A Singleton is like having a unique instance of an object in memory, so anyone modifying a variable inside that object ( or sending events throught ) will be modified for everyone.
Here is an example of code on how to use it.
http://life.neophi.com/danielr/2006/10/singleton_pattern_in_as3.html
Note: Singletons are powerful and dangerous at the same time, there is a lot of talk about how to use them, please read a little more about that if you are considering building a big project.
Hope it helps!
The issue is that you're performing business logic from a View. Don't do this. Instead, dispatch an event from each menu rather than directly opening the window from within it. Listen for those events at a higher level, and then you can either directly listen to the new windows you have opened, or you can create a base window Class that exposes a variable of type IEventDispatcher. If you populate that variable with the same event dispatcher, what you wind up with is called an "event bus," and you can listen on that for events.
This architecture requires a little more thought than using a Singleton, but it avoids the tight coupling and other issues you'll run into by introducing one into your project.
You can listen to an object (EventDispatcher) directly by adding an event listener to it, or if the dispatcher object is on the displaylist, such as a Sprite, you could listen at the stage level with the capture parameter set to true.
But the main caveat is that the dispatcher must be on stage for you to catch this event.

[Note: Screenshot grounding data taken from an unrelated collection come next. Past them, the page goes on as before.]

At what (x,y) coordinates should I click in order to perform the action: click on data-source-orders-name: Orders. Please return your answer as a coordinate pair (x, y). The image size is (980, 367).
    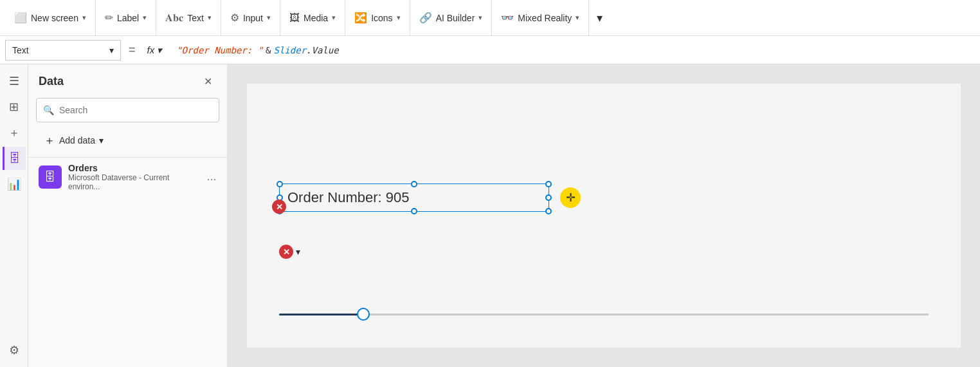
    Looking at the image, I should click on (134, 168).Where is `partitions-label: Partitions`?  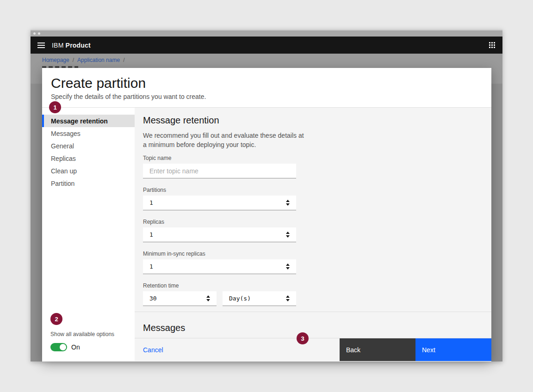
partitions-label: Partitions is located at coordinates (313, 190).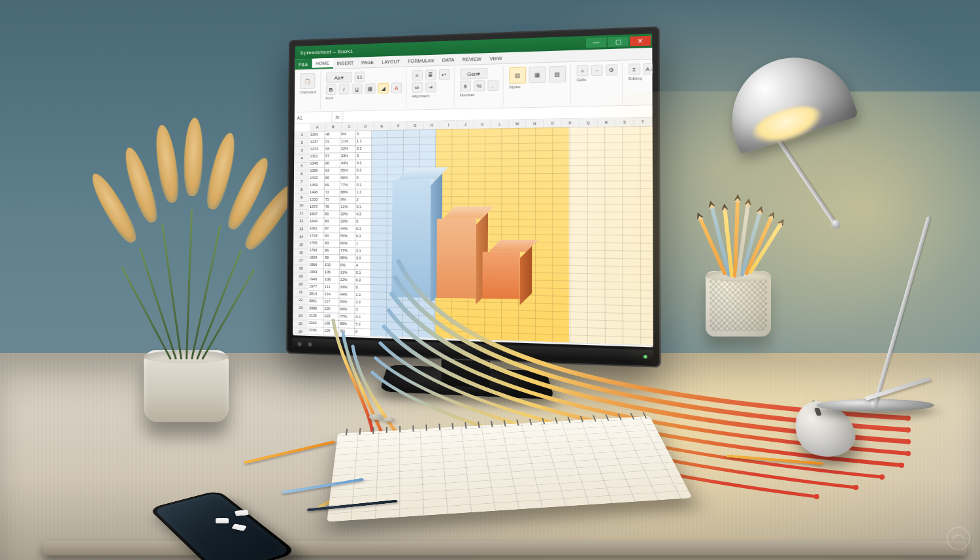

Your main window listens to stage (with capture = true):
stage.addEventListener("MY_CUSTOM_EVENT", handle_custom_event, true);
private function handle_custom_event(e:Event):void
{
var sub_window:Object = e.target;
// do something to your sub_window
}
Your sub window can dispatch events like this:
dispatchEvent(new Event("MY_CUSTOM_EVENT"));
But (ab)using the stage as a message passing infrastructure for custom events in this way is a little messy. You could consider a more formal message passing architecture if you really want this kind of communication. Even a static MessageBus class would at least quickly help you identify where you use this in your codebase. Either way, you'll have to be careful about references and memory leaks.